Conviction Overturned for Okla. Farmers Cooperative Manager

August 11, 2006

The 10th U.S. Circuit Court of Appeals has overturned the conviction and prison sentence of the former manager of a defunct Oklahoma farmers cooperative.

Gregory Vincent Hunt has been free pending appeal and never served any of his 5 1/4-year prison sentence in the $2 million forgery and money laundering case. He never faced state charges.

A three-judge appeals court panel concluded that federal prosecutors in Oklahoma City charged Hunt, of Fairview, with the wrong crime, The Oklahoman reported from Denver, where the court is based.

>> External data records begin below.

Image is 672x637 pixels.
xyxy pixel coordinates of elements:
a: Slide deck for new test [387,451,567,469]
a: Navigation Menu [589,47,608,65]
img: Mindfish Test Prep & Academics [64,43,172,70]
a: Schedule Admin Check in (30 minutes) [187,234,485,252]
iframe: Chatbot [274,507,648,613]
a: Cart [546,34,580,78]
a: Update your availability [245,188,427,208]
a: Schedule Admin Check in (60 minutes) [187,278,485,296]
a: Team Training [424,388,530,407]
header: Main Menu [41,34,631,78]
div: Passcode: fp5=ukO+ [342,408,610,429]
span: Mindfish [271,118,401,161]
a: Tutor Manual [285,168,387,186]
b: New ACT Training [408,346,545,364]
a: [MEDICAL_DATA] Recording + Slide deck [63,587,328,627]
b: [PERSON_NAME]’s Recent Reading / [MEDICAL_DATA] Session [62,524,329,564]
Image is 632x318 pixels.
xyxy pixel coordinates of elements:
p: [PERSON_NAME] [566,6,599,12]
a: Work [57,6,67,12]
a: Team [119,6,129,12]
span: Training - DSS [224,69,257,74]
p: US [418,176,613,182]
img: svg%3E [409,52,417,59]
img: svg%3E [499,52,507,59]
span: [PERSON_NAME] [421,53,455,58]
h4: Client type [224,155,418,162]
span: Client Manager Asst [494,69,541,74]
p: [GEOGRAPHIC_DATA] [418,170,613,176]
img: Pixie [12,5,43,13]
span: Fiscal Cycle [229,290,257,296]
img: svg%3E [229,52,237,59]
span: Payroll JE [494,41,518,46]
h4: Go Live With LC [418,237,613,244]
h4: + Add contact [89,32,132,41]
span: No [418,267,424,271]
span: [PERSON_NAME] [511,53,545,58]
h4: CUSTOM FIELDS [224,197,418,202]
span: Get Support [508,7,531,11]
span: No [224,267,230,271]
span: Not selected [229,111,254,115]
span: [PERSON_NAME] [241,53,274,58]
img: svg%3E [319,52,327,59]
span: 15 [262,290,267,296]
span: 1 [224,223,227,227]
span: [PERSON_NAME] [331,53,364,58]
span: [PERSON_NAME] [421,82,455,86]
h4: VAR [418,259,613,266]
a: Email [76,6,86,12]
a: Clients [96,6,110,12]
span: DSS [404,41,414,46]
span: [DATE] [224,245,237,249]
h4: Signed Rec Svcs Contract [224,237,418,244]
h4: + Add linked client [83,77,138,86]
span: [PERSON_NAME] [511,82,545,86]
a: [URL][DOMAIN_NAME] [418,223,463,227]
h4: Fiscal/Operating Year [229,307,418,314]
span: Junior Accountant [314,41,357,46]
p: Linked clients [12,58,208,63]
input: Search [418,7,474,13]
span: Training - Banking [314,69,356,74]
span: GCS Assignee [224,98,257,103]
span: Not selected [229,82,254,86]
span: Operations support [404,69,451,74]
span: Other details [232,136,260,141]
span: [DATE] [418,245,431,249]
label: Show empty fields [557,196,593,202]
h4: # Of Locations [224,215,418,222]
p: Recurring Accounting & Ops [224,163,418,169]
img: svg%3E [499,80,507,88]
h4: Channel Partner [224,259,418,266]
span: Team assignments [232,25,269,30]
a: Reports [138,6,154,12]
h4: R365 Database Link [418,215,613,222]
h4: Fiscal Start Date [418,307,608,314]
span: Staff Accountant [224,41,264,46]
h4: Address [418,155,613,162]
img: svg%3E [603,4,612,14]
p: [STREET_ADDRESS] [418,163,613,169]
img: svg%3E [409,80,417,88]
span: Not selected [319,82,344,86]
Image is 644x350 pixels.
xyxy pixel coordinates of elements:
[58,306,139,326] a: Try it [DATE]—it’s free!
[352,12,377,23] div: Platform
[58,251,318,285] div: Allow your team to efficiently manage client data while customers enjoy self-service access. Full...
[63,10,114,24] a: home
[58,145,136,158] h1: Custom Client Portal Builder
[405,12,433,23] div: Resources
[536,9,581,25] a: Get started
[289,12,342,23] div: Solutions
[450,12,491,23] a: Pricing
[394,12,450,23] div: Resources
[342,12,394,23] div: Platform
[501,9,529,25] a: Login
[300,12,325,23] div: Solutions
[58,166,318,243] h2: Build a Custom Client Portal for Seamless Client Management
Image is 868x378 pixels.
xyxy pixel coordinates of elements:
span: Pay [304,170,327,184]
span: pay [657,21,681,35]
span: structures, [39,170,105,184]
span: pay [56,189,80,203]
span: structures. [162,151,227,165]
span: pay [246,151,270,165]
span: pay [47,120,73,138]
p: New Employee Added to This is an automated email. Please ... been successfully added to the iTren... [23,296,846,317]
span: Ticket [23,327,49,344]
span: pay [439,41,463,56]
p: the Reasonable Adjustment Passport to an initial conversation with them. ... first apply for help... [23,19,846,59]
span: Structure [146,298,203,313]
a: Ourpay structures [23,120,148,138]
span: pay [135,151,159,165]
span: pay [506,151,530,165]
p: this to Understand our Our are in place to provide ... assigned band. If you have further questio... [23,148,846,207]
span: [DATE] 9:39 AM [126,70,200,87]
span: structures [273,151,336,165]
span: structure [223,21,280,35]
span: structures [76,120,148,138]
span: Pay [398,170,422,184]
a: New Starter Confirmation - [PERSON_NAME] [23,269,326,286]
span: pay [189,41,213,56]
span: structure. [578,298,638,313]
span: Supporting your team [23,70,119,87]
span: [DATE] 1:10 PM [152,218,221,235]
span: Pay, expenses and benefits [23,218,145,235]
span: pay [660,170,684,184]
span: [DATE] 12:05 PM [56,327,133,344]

Hunt was convicted in 2004 of 63 counts of securities forgery and 41 counts of money laundering based on a series of checks he wrote from 1997 to 1999, transferring more than $2 million from the cooperative to his own accounts.

“We … acknowledge our distaste for undoing the conviction of a defendant … whose actions undoubtedly violated numerous fraud and embezzlement statutes and whose conduct included the brazen fabrication of evidence and attempted bribery of a witness,” the judges wrote.

“Yet federal prosecutors elected to charge Mr. Hunt with uttering ‘forged securities,”’ the judges wrote in the 31-page decision.

“Whatever else he has done, Mr. Hunt did not commit forgery,” the judges wrote. They also said the money laundering convictions cannot stand because they depended on the forgery convictions.

“It is our unhappy duty, however, to reverse the conviction of any defendant charged under the wrong statute,” they wrote.

Attorney Doug Jackson of Enid, who represented Custer City Farmers Co-Op in a civil case against Hunt because of the case, reacted by saying “Basically, he’s getting off on a technicality, to me.”

“I didn’t know state charges were dropped, and he’s a lucky person,” Jackson said. “Someone made a mistake somewhere.”

Everett Heibert, a former board member of the Orienta Cooperative Association in north-central Oklahoma where Hunt was manager, said allowing Hunt to walk is “certainly a mistake.”

Hunt’s attorney, Robert Wyatt IV of Oklahoma City, said Hunt can not be put on trial again because the statute of limitations has expired in state court and because the federal appeals court on Aug. 9 ordered Hunt to be acquitted of the federal charges.

Information from: The Oklahoman, www.newsok.com.